Children’s Commissioner ‘misses opportunity to tackle Govt squeamishness about the family’

The Children’s Commissioner for England has called on the next Prime Minister to do more to help families stay together, saying the Government has been too “squeamish” about standing up for the family.

However, despite acknowledging the problem of family breakdown in her independent report, Dame Rachel de Souza went on to claim that family structure was less important than ‘relational quality’.

The Christian Institute’s Ciarán Kelly said she had “missed the opportunity to state plainly that children do best when they grow up with their married, biological parents”.

‘Squeamish’

Data collected by Dame Rachel de Souza shows that children fare much better in stable families, which she said provided “most powerful foundation for the future” and offers “universal values and provable protections”.

“What we should be supporting is stability and keeping couples together. We know that children in loving families do incredibly well and do better. That doesn’t mean there is any blame for those who do not, but it’s a goal that we all want to achieve.”

Dame Rachel noted: “It’s interesting that governments tend to be a bit squeamish about talking about family”, explaining that adults and children told her researchers that families “are the most important things in their lives”.

She added: “For whatever reason governments have ducked it, they could and should engage with it in a really positive way.”

Family structure ‘less important’

The Commissioner noted that 44 per cent of children do not spend their whole childhood living with both biological parents, while a massive 23 per cent grow up in single-parent households – almost double the European average.

Yet she went on to claim that whilst family relationships played an important part in child outcomes, the composition of the family was less significant.

She said: “I found having a stable and loving family, whatever form that takes, can determine a child’s future success”, adding that there should be a move away from “focusing solely on formation and measuring households” and instead a move towards the relational quality of families.

Marriage

The Christian Institute’s Ciarán Kelly welcomed the Commissioner’s desire to see families stay together, but said de Souza’s “own squeamishness had led to a missed opportunity”.

“It is certainly true that the Government has done little to keep families together – quite the opposite in fact, with the recent introduction of no-fault divorce. But Dame Rachel is wrong to downplay the importance of family structure.

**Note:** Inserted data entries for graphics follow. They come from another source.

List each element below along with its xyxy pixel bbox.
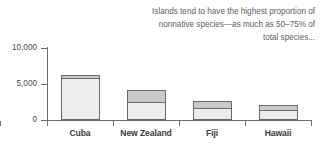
x-label-fiji: Fiji [179, 128, 245, 138]
bar-new-zealand[interactable] [127, 90, 166, 120]
caption-line-1: Islands tend to have the highest proport… [112, 5, 315, 18]
x-tick-4 [311, 121, 312, 126]
y-label-0: 0 [0, 116, 37, 124]
bar-new-zealand-nonnative-segment [128, 91, 165, 103]
x-tick-0 [47, 121, 48, 126]
stacked-bar-chart: 10,000 5,000 0 Cuba New Zealand Fiji Haw… [0, 40, 321, 149]
x-tick-3 [245, 121, 246, 126]
bar-hawaii-nonnative-segment [260, 106, 297, 111]
x-tick-1b [0, 121, 1, 126]
chart-caption: Islands tend to have the highest proport… [112, 5, 315, 45]
caption-line-2: nonnative species—as much as 50–75% of [112, 18, 315, 31]
bar-cuba[interactable] [61, 75, 100, 120]
x-tick-2 [179, 121, 180, 126]
y-tick-5000 [41, 84, 47, 85]
bar-fiji-nonnative-segment [194, 102, 231, 109]
y-label-5000: 5,000 [0, 80, 37, 88]
bar-hawaii[interactable] [259, 105, 298, 120]
bar-cuba-nonnative-segment [62, 76, 99, 79]
y-tick-10000 [41, 48, 47, 49]
y-label-10000: 10,000 [0, 44, 37, 52]
bar-fiji[interactable] [193, 101, 232, 120]
y-axis-line [47, 47, 48, 121]
x-label-cuba: Cuba [47, 128, 113, 138]
x-label-hawaii: Hawaii [245, 128, 311, 138]
x-tick-1 [113, 121, 114, 126]
x-label-new-zealand: New Zealand [113, 128, 179, 138]
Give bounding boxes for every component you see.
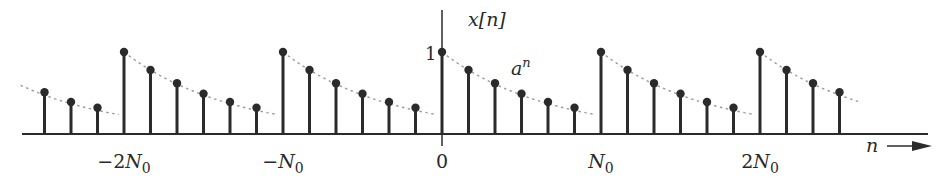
x-tick-label: −N0 <box>262 150 303 176</box>
stem-dot <box>650 79 658 87</box>
stem-dot <box>146 66 154 74</box>
stem-dot <box>491 79 499 87</box>
stem-dot <box>729 104 737 112</box>
x-axis-label: n <box>866 134 878 156</box>
stem-dot <box>67 98 75 106</box>
envelope-label: an <box>511 55 531 79</box>
envelope-curve <box>760 52 861 102</box>
stem-dot <box>809 79 817 87</box>
stem-dot <box>676 90 684 98</box>
x-tick-label: N0 <box>587 150 614 176</box>
stem-dot <box>517 90 525 98</box>
stem-dot <box>332 79 340 87</box>
y-tick-label-1: 1 <box>425 43 436 64</box>
stem-dot <box>199 90 207 98</box>
stem-dot <box>623 66 631 74</box>
y-axis-label: x[n] <box>468 8 506 30</box>
stem-dot <box>570 104 578 112</box>
x-tick-label: −2N0 <box>97 150 151 176</box>
x-tick-labels: −2N0−N00N02N0 <box>97 150 779 176</box>
stem-dot <box>173 79 181 87</box>
stem-dot <box>411 104 419 112</box>
x-axis-arrow-icon <box>887 141 932 151</box>
stem-dot <box>782 66 790 74</box>
stem-dot <box>40 88 48 96</box>
stem-dot <box>835 88 843 96</box>
stem-dot <box>756 48 764 56</box>
x-tick-label: 2N0 <box>741 150 779 176</box>
stem-dot <box>464 66 472 74</box>
stem-dot <box>252 104 260 112</box>
stem-dot <box>358 90 366 98</box>
x-tick-label: 0 <box>436 150 448 172</box>
stem-dot <box>93 104 101 112</box>
stem-dot <box>279 48 287 56</box>
stem-dot <box>120 48 128 56</box>
stem-dot <box>226 98 234 106</box>
stem-dot <box>305 66 313 74</box>
stem-dot <box>385 98 393 106</box>
stem-dot <box>597 48 605 56</box>
stem-dot <box>544 98 552 106</box>
stem-dot <box>703 98 711 106</box>
periodic-signal-stem-plot: x[n] 1 an −2N0−N00N02N0 n <box>0 0 950 186</box>
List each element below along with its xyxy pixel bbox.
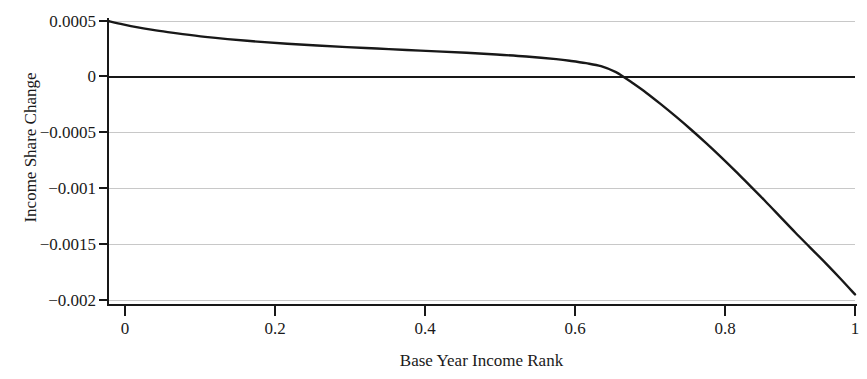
y-tick-label--0.001: −0.001 [48,180,96,197]
x-axis-title: Base Year Income Rank [108,352,855,369]
y-tick-mark--0.0015 [99,243,108,245]
y-tick-mark--0.002 [99,299,108,301]
y-tick-label-group: 0.0005 0 −0.0005 −0.001 −0.0015 −0.002 [0,0,96,379]
x-tick-label-1: 1 [851,320,860,337]
y-tick-label--0.002: −0.002 [48,292,96,309]
x-tick-mark-1 [854,306,856,316]
chart-container: 0.0005 0 −0.0005 −0.001 −0.0015 −0.002 0… [0,0,867,379]
x-tick-mark-0 [124,306,126,316]
y-tick-label-0: 0 [88,68,97,85]
y-tick-label--0.0015: −0.0015 [40,236,96,253]
x-axis-line [107,304,857,306]
y-tick-label-0.0005: 0.0005 [49,13,96,30]
x-tick-label-0.8: 0.8 [714,320,735,337]
y-tick-label--0.0005: −0.0005 [40,124,96,141]
x-tick-label-0.6: 0.6 [564,320,585,337]
y-axis-title: Income Share Change [22,28,39,268]
y-axis-line [107,18,109,306]
x-tick-label-0: 0 [121,320,130,337]
x-tick-mark-0.8 [724,306,726,316]
x-tick-mark-0.6 [574,306,576,316]
gridline--0.002 [108,300,855,301]
data-curve-svg [108,21,855,300]
y-tick-mark-0 [99,75,108,77]
x-tick-label-0.2: 0.2 [264,320,285,337]
x-tick-label-0.4: 0.4 [414,320,435,337]
plot-area [108,21,855,300]
y-tick-mark--0.0005 [99,131,108,133]
x-tick-mark-0.2 [274,306,276,316]
x-tick-mark-0.4 [424,306,426,316]
y-tick-mark-0.0005 [99,20,108,22]
y-tick-mark--0.001 [99,187,108,189]
series-line-income-share-change [108,21,855,294]
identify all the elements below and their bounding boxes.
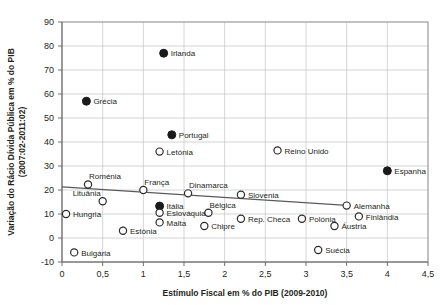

“Research consistently shows that children do best when they grow up with their married, biological mum and dad. And that’s true even when controlling for education, income, and other factors.”

Family breakdown

In 2019, a report from the Centre for Social Justice (CSJ) highlighted the dramatic effect family breakdown has on young people, with those whose parents split up significantly more likely to experience alcoholism, homelessness, debt, to get in trouble with the police, to underachieve in school, or to become pregnant while still a teenager.

CSJ Chairman Sir Iain Duncan Smith said in the report: “The stark fact is that the break-up of family relationships is one of the quickest routes to poverty.”

And in 2017, a study by the Social Trends Institute reported that marriage is “associated with more family stability for children across the globe”, while cohabitation is “typically associated with more instability”.